Australia’s swimmers have admitted they buckled under pressure and underestimated how much their rivals had improved at the London Games after the squad picked up just a solitary gold as part of a 10-medal haul in the pool.
“As much as you think you’re ready for it, the difference between world championships and the Olympics is a hundred times more pressure,” freestyle specialist Eamon Sullivan told reporters on Thursday.
“We under-prepared for the expectations of the pressure and the experience of the Olympics and, unfortunately, it’s a bad time to learn lessons,” he added. “But for the next Olympics, if it’s the same team, it’ll be a different result.”
Photo: AFP
A powerhouse at previous Games, the swimming team usually gets the country off to a flying start in the first week of the Olympics, often contributing a major share of Australia’s medals.
The lone success at the London Aquatics Centre, in the women’s 4x100m freestyle relay, was considered a catastrophe for a team which only four years earlier in Beijing had won six golds and 20 medals in the pool.
Australia finished 10th on the overall medals table at the July 27 to Aug. 12 Games with seven golds, 16 silvers and 12 bronzes.
“We’ve been obsessed with gold and other medals have lost their value,” argued Cate Campbell, one of the successful women’s relay team. “I can’t see the shame in having one other person in the entire world beating you.”
“It’s a tough field out there, everyone is racing incredibly fast, the world has taken a gigantic leap in swimming,” Campbell said. “We’re seeing world records from the [now banned] supersuits being broken, which lots of us thought wouldn’t happen in our lifetimes. It’s happened in a few short years.”
However, Australia’s poor return has prompted officials to launch a thorough review of what went wrong in London.
Sullivan said Australia had been “caught napping,” somewhat of an understatement considering the last time they failed to win a single individual swimming medal was at the 1976 Montreal Games.
He also said that negative press had made things harder for a team no longer able to look to titans such as Ian Thorpe and Grant Hackett to lead them at major meetings.
“The younger guys do read the media and take it to heart,” Sullivan said. “It can really affect their emotional state and makes it hard to get back up when it feels like everyone’s against you. At the end of the day, we did the best we could. That’s all we could ask for.”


Exactly repeat all the records below, omitting the images they hold.

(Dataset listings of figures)
▽

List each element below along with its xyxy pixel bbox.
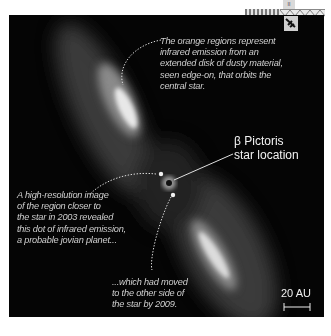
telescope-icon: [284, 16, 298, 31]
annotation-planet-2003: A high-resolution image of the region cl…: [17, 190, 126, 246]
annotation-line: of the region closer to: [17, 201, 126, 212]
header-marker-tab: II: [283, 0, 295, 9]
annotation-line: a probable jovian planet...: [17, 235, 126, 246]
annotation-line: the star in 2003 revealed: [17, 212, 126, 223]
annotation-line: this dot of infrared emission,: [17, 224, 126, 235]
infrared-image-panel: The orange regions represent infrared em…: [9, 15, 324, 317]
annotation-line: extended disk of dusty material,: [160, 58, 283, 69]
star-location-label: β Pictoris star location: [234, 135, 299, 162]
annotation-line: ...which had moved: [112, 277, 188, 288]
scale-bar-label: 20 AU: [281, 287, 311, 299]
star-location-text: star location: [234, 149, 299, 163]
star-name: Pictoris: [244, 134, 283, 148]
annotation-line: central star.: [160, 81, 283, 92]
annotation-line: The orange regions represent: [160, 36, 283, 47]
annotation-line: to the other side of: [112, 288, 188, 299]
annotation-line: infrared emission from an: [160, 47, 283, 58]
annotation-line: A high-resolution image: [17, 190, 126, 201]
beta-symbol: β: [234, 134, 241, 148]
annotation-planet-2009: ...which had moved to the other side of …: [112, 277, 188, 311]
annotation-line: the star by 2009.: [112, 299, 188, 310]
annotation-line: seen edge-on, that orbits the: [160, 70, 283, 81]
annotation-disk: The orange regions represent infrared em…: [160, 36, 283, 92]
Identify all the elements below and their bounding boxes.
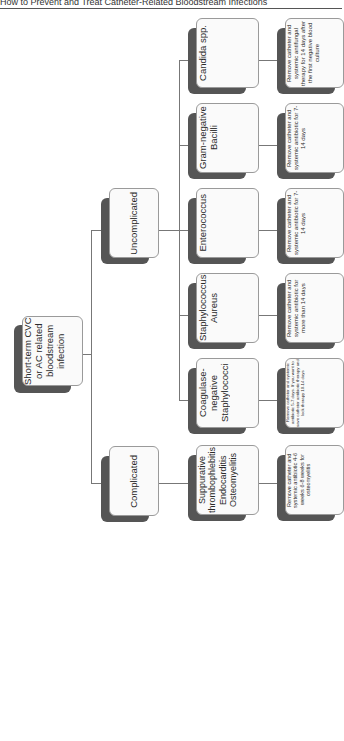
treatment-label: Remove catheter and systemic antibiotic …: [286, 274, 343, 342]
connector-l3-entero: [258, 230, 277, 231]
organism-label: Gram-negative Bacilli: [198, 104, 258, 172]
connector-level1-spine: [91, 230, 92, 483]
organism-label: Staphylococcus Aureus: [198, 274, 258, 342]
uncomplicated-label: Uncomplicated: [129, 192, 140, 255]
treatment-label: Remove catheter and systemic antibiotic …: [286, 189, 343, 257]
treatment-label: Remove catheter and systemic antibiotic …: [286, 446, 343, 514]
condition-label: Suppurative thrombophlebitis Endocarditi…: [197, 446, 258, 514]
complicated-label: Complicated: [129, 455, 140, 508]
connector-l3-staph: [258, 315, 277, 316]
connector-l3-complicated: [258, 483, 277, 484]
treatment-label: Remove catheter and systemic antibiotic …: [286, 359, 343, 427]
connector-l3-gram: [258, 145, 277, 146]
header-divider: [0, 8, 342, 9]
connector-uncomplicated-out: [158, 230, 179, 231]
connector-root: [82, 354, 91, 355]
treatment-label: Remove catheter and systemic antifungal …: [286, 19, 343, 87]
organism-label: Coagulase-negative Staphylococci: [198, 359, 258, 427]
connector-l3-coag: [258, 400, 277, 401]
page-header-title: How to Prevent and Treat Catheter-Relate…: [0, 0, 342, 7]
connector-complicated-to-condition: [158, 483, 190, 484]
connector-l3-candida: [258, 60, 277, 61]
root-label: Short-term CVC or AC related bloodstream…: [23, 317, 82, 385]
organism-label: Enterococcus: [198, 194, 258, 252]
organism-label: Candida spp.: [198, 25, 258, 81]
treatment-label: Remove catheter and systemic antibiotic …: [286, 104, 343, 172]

△

> _Answer_
List each element below along with its xyxy pixel bbox.
telescope-icon: [284, 16, 298, 31]
annotation-planet-2003: A high-resolution image of the region cl…: [17, 190, 126, 246]
annotation-line: of the region closer to: [17, 201, 126, 212]
header-marker-tab: II: [283, 0, 295, 9]
annotation-line: a probable jovian planet...: [17, 235, 126, 246]
annotation-line: the star in 2003 revealed: [17, 212, 126, 223]
annotation-line: this dot of infrared emission,: [17, 224, 126, 235]
infrared-image-panel: The orange regions represent infrared em…: [9, 15, 324, 317]
annotation-line: extended disk of dusty material,: [160, 58, 283, 69]
star-location-label: β Pictoris star location: [234, 135, 299, 162]
annotation-line: ...which had moved: [112, 277, 188, 288]
scale-bar-label: 20 AU: [281, 287, 311, 299]
star-location-text: star location: [234, 149, 299, 163]
star-name: Pictoris: [244, 134, 283, 148]
annotation-line: central star.: [160, 81, 283, 92]
annotation-line: The orange regions represent: [160, 36, 283, 47]
annotation-line: to the other side of: [112, 288, 188, 299]
annotation-line: infrared emission from an: [160, 47, 283, 58]
annotation-line: A high-resolution image: [17, 190, 126, 201]
beta-symbol: β: [234, 134, 241, 148]
annotation-planet-2009: ...which had moved to the other side of …: [112, 277, 188, 311]
annotation-line: the star by 2009.: [112, 299, 188, 310]
annotation-line: seen edge-on, that orbits the: [160, 70, 283, 81]
annotation-disk: The orange regions represent infrared em…: [160, 36, 283, 92]
Identify all the elements below and their bounding boxes.
treatment-label: Remove catheter and systemic antibiotic …: [286, 274, 343, 342]
connector-l3-entero: [258, 230, 277, 231]
organism-label: Gram-negative Bacilli: [198, 104, 258, 172]
connector-level1-spine: [91, 230, 92, 483]
organism-label: Staphylococcus Aureus: [198, 274, 258, 342]
uncomplicated-label: Uncomplicated: [129, 192, 140, 255]
treatment-label: Remove catheter and systemic antibiotic …: [286, 189, 343, 257]
treatment-label: Remove catheter and systemic antibiotic …: [286, 446, 343, 514]
condition-label: Suppurative thrombophlebitis Endocarditi…: [197, 446, 258, 514]
complicated-label: Complicated: [129, 455, 140, 508]
connector-l3-staph: [258, 315, 277, 316]
connector-l3-complicated: [258, 483, 277, 484]
treatment-label: Remove catheter and systemic antibiotic …: [286, 359, 343, 427]
connector-l3-gram: [258, 145, 277, 146]
header-divider: [0, 8, 342, 9]
connector-uncomplicated-out: [158, 230, 179, 231]
connector-root: [82, 354, 91, 355]
treatment-label: Remove catheter and systemic antifungal …: [286, 19, 343, 87]
organism-label: Coagulase-negative Staphylococci: [198, 359, 258, 427]
connector-l3-coag: [258, 400, 277, 401]
page-header-title: How to Prevent and Treat Catheter-Relate…: [0, 0, 342, 7]
connector-complicated-to-condition: [158, 483, 190, 484]
connector-l3-candida: [258, 60, 277, 61]
root-label: Short-term CVC or AC related bloodstream…: [23, 317, 82, 385]
organism-label: Enterococcus: [198, 194, 258, 252]
organism-label: Candida spp.: [198, 25, 258, 81]
treatment-label: Remove catheter and systemic antibiotic …: [286, 104, 343, 172]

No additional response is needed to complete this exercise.